Wii game helps groups strike up conversations

Marianne Hale

Terry Shoemaker doesn’t want to see WKU students bowling alone.

That’s why Shoemaker, program coordinator for the Institute for Citizenship and Social Responsibility, created Wii the People.

Wii the People, as Shoemaker describes it, is an attempt to use electronics to promote civil dialogue for civic engagement.

He was inspired by Robert Putnam’s book, “Bowling Alone: The Collapse and Revival of the American Community.”

The book describes how Americans have basically become disconnected in every aspect of life, even down to the fact that people are now bowling alone.

“We’ve decreased our association,” Shoemaker said.

Since mid-March, ten teams representing different campus groups have been meeting in Garrett Conference Center, Room 109 to face off in Wii bowling games.

The teams play the last games of the regular season tonight starting at 6 p.m., and the top two will battle it out in the championship game on April 12.

But they aren’t just bowling; they’re discussing issues, working together and trying to find common ground, Shoemaker said.

“There’s been a lot of camaraderie found,” he said. “There’s been a lot of storytelling.”

At each meeting, the groups work on an activity, Shoemaker said. For example, last week, they had to balance the national budget. Two teams collaborated on a worksheet and had to make some sacrifices.

Ashley Fitzsimons, a self-proclaimed bad bowler, is bowling with a team from We the People, a group trying to engage the campus community to work toward change.

Fitzsimons, a San Diego junior, said balancing the budget got heated when her liberal-leaning team had to work with a more fiscally conservative team. They didn’t finish their worksheet.

“I think I just realized why things don’t always get done as quickly at a national level,” she said.

But there were some similarities on all of the worksheets, too, Shoemaker said.

The groups agreed that the U.S. should speed up the removal of U.S. troops in Iraq and Afghanistan, and many agreed there needs to be more tax reform.

Peewee Valley junior Kathryn Crimm said she gained more insight into the war when her group from the Baptist Campus Ministry was paired up with the Student Veterans Alliance.

“They had huge depths of knowledge about what’s going on in world conflicts,” she said.

Shoemaker wants to expand to more Wii the People teams next semester.

“By coming to WKU, you’re introduced to a whole lot of diversity – ethnic, race, ideological,” he said. “We really want to get that spectrum of diversity here bowling.”

Anyone interested in starting a Wii bowling team next semester can contact Shoemaker at [email protected].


TASK TO COMPLETE: Count the lines below with the string "marker" in them. Only the number should be given.
━━ SOURCE DATA
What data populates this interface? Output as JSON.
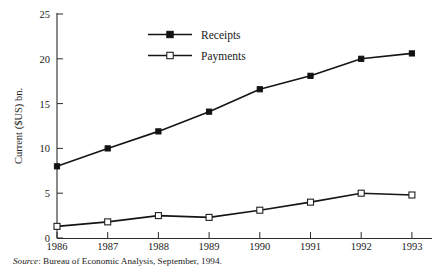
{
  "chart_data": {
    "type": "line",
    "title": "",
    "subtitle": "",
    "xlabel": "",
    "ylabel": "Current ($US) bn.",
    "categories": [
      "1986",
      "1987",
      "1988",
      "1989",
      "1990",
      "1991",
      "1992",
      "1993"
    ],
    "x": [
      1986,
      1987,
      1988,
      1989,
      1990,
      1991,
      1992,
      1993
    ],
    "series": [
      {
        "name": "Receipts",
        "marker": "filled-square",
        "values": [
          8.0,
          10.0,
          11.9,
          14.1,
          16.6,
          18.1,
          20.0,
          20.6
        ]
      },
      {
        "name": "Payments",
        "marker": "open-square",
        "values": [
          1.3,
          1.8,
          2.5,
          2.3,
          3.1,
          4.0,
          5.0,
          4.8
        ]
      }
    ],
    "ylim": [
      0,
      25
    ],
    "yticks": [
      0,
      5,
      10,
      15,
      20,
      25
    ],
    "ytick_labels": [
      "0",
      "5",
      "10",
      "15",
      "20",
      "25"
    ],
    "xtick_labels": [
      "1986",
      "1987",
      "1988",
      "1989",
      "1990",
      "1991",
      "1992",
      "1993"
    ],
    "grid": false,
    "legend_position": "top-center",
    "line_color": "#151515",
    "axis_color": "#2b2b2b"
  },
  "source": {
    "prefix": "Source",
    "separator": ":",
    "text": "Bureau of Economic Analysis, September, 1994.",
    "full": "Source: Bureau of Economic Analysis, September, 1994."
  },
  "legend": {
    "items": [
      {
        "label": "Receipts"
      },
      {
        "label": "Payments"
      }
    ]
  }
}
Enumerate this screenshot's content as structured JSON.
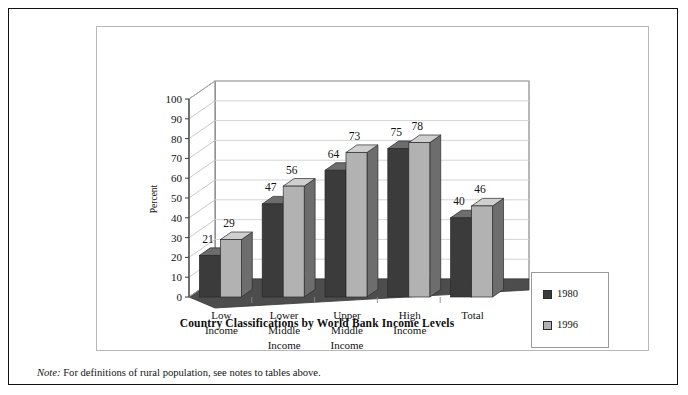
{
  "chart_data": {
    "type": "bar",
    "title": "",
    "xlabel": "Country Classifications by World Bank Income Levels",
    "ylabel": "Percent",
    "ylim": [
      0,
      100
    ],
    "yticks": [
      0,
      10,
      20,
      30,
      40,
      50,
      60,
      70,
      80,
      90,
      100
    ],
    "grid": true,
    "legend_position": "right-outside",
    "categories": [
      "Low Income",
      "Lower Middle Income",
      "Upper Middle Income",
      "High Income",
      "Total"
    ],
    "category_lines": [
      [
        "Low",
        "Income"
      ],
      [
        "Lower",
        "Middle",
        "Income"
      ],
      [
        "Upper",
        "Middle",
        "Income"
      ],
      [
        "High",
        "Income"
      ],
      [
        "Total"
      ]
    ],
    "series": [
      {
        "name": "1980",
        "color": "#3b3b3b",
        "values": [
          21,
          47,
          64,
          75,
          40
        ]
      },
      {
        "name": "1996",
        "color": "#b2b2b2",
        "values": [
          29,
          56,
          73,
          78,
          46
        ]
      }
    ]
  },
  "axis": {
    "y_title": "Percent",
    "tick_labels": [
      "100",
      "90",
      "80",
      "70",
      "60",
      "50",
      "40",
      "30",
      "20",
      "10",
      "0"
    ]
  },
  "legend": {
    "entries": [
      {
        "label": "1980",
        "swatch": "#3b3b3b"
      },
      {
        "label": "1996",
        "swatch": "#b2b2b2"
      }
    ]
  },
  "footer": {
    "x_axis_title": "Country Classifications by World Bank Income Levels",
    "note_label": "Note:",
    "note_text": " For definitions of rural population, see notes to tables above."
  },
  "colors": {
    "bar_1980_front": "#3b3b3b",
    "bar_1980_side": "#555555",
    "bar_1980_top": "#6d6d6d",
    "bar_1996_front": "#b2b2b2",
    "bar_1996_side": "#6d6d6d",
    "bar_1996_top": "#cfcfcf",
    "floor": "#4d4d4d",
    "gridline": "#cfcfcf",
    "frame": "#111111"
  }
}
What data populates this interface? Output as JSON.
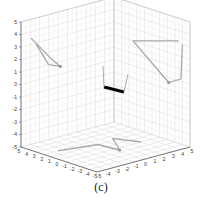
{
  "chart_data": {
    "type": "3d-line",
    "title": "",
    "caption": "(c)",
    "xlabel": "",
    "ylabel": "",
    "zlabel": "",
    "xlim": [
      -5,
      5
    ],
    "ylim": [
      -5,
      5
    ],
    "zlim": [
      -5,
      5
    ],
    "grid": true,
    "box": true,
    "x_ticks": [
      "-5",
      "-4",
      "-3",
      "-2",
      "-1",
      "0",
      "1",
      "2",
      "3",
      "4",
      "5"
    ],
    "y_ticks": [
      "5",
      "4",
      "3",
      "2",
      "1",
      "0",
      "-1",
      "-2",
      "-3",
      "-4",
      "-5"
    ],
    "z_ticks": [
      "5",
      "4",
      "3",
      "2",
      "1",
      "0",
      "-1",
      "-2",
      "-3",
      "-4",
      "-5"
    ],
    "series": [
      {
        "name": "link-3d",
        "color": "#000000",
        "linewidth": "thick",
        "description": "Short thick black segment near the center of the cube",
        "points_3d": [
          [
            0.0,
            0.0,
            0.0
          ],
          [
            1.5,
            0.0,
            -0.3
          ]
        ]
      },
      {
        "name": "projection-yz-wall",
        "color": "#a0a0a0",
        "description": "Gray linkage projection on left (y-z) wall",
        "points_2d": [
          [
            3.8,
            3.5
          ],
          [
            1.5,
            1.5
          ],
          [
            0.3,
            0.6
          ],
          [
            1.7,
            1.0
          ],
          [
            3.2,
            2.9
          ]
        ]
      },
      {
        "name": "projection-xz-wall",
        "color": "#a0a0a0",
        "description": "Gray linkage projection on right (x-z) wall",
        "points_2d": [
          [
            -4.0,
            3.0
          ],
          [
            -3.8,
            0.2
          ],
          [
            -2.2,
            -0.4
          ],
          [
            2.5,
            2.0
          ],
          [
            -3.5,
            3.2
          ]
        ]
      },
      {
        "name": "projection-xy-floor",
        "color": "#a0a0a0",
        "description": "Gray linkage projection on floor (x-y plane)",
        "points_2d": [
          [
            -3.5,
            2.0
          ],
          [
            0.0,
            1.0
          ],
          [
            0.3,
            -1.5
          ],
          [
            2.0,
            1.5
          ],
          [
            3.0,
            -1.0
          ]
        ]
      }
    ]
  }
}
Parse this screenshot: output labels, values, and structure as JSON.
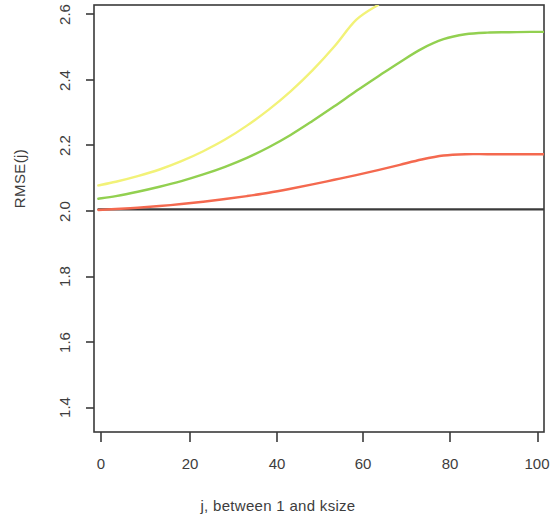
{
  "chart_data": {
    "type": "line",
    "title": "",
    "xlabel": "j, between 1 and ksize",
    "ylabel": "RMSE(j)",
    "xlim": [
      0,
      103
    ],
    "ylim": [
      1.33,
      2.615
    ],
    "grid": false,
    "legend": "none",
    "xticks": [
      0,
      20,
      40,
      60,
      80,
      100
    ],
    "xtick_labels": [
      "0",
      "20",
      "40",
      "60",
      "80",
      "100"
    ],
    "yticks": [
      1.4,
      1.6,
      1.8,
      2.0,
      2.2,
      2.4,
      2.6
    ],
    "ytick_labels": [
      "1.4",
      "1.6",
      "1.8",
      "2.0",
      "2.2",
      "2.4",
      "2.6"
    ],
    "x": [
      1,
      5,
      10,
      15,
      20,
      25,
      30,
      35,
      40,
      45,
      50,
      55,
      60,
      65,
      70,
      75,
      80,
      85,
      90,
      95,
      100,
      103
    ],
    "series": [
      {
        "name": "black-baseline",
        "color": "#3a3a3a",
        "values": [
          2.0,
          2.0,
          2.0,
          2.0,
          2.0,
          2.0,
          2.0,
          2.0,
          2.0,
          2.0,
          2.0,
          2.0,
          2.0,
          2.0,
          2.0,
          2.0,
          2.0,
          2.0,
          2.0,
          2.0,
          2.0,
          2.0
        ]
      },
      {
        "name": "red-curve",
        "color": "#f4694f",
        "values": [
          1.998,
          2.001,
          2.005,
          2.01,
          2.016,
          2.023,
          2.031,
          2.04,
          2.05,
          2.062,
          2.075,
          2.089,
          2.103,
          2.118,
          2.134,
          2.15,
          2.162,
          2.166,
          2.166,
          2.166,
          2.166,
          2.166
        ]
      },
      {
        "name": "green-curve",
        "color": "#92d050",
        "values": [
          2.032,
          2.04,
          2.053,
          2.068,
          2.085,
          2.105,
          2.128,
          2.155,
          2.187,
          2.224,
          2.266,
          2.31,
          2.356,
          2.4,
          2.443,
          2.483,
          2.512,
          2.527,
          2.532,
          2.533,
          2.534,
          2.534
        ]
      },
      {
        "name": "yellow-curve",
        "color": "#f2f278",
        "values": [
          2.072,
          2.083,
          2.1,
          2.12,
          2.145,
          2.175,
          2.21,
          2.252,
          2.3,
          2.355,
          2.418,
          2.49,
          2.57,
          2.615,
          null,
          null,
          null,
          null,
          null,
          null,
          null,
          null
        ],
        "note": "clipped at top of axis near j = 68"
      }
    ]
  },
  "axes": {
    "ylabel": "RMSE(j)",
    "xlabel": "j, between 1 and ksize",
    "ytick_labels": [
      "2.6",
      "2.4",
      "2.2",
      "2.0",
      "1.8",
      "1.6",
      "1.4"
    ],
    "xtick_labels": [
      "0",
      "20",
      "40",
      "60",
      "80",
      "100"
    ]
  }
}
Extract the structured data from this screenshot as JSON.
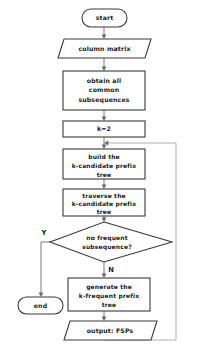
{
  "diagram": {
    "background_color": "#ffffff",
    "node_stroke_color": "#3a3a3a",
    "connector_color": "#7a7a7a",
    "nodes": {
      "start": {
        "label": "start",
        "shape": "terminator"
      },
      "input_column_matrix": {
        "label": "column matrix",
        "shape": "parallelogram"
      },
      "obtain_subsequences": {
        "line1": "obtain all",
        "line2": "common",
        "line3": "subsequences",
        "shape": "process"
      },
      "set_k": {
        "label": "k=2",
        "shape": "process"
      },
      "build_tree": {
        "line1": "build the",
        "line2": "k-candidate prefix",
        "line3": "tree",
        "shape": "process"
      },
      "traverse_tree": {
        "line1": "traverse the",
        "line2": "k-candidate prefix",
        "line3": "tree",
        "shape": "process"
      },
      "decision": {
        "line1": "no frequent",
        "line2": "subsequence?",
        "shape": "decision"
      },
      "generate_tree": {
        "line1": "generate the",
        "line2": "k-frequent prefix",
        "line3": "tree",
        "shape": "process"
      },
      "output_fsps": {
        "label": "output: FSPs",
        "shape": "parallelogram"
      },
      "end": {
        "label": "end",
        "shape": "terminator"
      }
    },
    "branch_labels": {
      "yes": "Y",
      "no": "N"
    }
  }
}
━━━━
SOLUTION FOR THIS PROBLEM: 2